▶ [Problem to solve] Report how many lines of the listing include the word "content"; nothing else should be written.

▶ [Source material]
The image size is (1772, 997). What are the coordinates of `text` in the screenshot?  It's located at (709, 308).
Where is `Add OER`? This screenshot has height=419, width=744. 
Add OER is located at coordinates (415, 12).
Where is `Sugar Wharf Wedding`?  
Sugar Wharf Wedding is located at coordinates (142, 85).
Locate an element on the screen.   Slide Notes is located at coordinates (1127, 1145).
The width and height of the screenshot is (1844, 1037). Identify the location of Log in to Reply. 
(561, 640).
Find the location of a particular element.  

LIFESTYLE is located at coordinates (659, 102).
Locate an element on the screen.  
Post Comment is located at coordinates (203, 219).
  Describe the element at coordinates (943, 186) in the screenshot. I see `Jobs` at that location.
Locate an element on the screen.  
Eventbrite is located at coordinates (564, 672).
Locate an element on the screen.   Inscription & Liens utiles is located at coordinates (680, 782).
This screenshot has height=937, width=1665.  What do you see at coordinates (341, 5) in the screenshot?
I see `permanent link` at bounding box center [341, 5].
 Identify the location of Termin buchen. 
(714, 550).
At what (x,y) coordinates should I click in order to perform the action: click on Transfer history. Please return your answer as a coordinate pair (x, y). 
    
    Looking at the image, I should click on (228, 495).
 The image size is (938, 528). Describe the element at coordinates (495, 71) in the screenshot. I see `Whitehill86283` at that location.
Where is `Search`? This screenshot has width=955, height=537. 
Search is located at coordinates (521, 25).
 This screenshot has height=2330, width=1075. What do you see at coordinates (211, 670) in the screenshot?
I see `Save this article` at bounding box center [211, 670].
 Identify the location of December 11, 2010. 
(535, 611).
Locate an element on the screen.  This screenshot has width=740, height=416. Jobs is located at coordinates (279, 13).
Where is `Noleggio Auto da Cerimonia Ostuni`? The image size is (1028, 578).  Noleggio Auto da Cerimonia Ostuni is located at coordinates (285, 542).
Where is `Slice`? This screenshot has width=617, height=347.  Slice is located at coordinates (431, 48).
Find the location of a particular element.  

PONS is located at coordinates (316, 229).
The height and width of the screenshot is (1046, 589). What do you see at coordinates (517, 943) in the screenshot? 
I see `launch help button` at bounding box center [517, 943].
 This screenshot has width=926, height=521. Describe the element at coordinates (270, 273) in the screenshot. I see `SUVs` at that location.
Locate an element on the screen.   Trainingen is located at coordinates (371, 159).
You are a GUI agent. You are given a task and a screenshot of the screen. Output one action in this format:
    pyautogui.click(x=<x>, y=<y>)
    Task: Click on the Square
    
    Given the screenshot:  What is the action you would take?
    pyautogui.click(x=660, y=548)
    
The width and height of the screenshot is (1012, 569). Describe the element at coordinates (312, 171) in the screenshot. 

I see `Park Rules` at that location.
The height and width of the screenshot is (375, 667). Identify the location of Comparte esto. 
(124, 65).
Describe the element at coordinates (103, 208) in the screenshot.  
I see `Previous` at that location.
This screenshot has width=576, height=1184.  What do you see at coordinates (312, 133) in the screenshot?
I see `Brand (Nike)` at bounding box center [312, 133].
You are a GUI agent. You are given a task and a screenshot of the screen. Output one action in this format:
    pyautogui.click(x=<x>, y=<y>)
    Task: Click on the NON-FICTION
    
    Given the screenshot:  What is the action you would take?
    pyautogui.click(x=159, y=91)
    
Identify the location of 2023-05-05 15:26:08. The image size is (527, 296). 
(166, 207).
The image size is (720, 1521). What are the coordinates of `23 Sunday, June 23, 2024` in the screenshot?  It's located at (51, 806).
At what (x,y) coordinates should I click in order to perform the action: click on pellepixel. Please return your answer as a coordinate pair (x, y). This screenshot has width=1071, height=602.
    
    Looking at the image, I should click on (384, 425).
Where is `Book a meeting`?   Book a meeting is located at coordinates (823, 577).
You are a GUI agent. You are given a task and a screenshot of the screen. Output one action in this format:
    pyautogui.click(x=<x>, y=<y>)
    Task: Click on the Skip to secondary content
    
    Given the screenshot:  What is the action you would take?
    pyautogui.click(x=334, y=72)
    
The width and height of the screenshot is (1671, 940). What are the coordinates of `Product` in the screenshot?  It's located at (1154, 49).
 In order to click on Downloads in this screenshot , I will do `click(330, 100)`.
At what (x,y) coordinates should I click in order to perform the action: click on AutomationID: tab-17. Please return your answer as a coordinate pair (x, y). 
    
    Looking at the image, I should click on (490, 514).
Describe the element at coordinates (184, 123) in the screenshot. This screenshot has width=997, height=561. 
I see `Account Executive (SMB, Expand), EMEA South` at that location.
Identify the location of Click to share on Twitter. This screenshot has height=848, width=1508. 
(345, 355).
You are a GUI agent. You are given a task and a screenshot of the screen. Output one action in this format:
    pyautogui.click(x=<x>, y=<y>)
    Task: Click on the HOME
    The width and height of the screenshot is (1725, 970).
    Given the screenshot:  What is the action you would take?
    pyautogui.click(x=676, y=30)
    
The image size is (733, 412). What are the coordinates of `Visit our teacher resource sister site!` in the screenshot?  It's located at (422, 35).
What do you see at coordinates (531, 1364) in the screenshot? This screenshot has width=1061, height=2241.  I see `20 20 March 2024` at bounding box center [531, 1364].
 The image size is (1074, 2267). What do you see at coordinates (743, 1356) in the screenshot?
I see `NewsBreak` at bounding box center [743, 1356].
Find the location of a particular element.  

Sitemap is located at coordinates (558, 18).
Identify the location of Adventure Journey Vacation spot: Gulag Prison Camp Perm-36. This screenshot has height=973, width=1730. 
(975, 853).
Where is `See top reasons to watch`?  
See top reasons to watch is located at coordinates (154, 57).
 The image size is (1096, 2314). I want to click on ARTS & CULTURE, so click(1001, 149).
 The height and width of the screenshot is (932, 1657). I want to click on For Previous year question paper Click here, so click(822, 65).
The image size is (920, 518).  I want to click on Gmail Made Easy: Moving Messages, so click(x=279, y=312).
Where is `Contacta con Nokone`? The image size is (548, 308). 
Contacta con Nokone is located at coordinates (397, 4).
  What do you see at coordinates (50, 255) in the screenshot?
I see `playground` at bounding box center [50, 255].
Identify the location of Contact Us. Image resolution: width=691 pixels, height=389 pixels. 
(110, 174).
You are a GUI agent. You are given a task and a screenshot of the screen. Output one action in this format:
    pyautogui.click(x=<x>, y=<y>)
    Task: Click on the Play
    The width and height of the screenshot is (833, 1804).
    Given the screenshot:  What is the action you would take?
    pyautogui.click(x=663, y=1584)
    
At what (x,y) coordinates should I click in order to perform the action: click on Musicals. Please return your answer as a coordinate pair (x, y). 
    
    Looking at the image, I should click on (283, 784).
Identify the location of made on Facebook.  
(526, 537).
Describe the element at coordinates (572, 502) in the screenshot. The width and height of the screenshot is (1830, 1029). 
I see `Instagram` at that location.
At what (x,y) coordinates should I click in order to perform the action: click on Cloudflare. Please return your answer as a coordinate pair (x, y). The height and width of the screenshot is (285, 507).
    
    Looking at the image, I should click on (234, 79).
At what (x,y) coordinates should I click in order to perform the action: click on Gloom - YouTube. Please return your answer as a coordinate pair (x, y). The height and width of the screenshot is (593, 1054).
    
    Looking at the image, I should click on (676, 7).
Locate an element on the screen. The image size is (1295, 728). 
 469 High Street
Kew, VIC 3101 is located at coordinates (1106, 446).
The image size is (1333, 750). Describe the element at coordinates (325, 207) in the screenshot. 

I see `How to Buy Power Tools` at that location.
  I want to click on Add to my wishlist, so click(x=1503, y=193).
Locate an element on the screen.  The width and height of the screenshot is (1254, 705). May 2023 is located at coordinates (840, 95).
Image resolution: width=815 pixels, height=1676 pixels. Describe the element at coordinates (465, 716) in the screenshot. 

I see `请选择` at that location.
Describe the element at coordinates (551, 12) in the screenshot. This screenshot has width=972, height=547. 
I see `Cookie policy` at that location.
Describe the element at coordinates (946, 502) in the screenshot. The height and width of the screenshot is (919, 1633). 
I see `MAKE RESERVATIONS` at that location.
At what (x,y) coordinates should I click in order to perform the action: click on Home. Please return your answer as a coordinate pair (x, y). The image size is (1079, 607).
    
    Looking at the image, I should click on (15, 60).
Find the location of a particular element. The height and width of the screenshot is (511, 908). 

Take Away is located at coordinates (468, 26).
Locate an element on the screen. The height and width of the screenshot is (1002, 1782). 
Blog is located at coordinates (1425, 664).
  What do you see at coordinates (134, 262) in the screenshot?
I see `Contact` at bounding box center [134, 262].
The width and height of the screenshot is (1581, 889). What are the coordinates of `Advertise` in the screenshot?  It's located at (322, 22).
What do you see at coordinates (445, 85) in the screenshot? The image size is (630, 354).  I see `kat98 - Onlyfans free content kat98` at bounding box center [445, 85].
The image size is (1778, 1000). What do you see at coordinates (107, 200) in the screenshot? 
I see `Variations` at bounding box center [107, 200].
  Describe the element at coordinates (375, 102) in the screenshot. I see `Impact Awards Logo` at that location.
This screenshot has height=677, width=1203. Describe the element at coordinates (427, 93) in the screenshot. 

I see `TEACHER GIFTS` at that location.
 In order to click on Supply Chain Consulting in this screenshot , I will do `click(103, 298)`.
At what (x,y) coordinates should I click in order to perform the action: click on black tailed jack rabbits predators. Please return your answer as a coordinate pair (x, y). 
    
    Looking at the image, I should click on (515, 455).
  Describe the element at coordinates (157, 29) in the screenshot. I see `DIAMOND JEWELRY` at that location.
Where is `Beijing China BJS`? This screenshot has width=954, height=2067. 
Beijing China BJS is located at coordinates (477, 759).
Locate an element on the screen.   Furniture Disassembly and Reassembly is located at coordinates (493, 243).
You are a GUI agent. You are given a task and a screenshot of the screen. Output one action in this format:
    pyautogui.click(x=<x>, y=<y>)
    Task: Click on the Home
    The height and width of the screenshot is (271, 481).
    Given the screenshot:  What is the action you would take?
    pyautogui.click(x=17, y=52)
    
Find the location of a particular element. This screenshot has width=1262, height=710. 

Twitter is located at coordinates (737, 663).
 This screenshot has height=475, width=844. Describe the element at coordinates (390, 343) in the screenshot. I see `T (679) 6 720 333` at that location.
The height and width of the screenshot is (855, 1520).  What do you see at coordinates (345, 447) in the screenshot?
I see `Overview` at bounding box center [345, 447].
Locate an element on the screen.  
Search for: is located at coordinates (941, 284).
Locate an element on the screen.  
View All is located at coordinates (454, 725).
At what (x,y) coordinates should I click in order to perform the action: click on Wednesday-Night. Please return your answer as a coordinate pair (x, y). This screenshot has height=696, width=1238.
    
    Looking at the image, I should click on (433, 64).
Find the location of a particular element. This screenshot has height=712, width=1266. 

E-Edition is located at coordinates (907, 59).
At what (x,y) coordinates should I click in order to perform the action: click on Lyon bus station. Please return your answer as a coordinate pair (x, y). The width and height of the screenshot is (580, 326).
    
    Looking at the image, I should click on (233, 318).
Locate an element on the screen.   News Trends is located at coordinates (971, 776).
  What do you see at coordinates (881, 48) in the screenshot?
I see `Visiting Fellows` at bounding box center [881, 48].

▶ [Written answer] 2